The role of health data access bodies 

Given that health data companies already have the user interface and data analysis tools available to interrogate health data, these will in future be able to interact with the national health data access bodies to support data queries and responses for secondary use. While the EU has yet to publish the standard templates for data queries, expected within the next two years, EHDS regulation currently defines requirements on a high level. 

It is worth noting that the national health data access bodies seldom have direct access to health data but rather act as logistic hubs handling data queries and access applications and providing a secure processing environment for data access in addition to other institutions. To reduce data application processing workloads, healthcare institutions equipped with ethics committees e.g. university hospitals (trusted data holders) can approve data access concerning their own data. For non-university hospitals (non-trusted data holders), the national health data access bodies will be responsible for approving queries. 
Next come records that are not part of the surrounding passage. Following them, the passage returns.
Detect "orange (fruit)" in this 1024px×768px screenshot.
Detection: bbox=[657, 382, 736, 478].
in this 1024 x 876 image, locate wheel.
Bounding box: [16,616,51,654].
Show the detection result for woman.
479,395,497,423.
National health data access bodies can receive and process two types of data enquiries. The first type of query must be answered by aggregate data e.g. to show how many matches meet the requested inclusion or exclusion criteria, and the second query, once approval has been granted, provides access to pseudonymized data meeting the requested criteria in secure processing environment. Data can also be used for federated analyses or given to researchers in a fully anonymized format.  
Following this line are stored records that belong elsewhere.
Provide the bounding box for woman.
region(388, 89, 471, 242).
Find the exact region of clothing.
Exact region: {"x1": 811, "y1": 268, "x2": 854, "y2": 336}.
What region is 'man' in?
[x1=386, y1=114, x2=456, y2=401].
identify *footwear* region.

Industry players will need to adapt to EHDS 

With EHDS, queries will now be directed through national health data access bodies, which then link to the respective healthcare data sources. This will impact data partner networks and drastically change how companies go about requesting and accessing data for users within the EU, and eventually, those that are based outside of the EU. The unified data network, under the EHDS framework, will make accessing data easier, with the number of queries directed at hospitals with high quality data expected to grow by 10-100 times. If not well prepared, health data access bodies and hospitals may become a research bottleneck at the whole country level. 

EHDS readiness among EU Member States varies widely given how they organize and manage health data and the level of digitalization of health data. This presents opportunities to attract research collaboration projects from less prepared member states.  

Moving from zero to EHDS readiness 

The European healthcare market consists of more than 200 university hospitals, 15,000 non-university hospitals and 100 large commercial healthcare enterprises. Connecting this market through EHDS means that more and more healthcare data will be processed in the cloud.  

In addition to the physical infrastructure required, trusted research environments (TREs) will often need to connect to the cloud to provide enough capacity e.g. for AI-related work. Over the next two years, the EU will publish the EHDS technical specifications for secure processing environments for analyzing pseudonymized data, like those already in place in Finland. BC Platforms provides European university hospitals and healthcare institutions with the fundamental digital building blocks to construct a robust, foundation for EHDS2 readiness over the next 2–6 years, ensuring efficient data sharing for research and innovation while adhering to stringent EU regulations. 

To support the requirements of EHDS, at BC Platforms we are actively involved in the TEHDAS2 consortium, which is developing guidelines and technical specifications for implementation of secondary healthcare data use. 

BC Platforms’ offering delivers EHDS-compatible modular and scalable solutions ranging from individual hospital implementations to national-scale systems. BC Platforms’ EHDS-ready TRE, for example, is hardware-agnostic and can be installed on national clouds or for localized use on-premises, thereby facilitating cross-EU connections through automation and streamlining of complex workflows. 

By supporting EHDS readiness and delivering EHDS-ready platforms and tools of the future, our team at BC Platforms is helping ensure that the EU becomes competitive against US and Asian countries especially in healthcare AI related research and innovation work.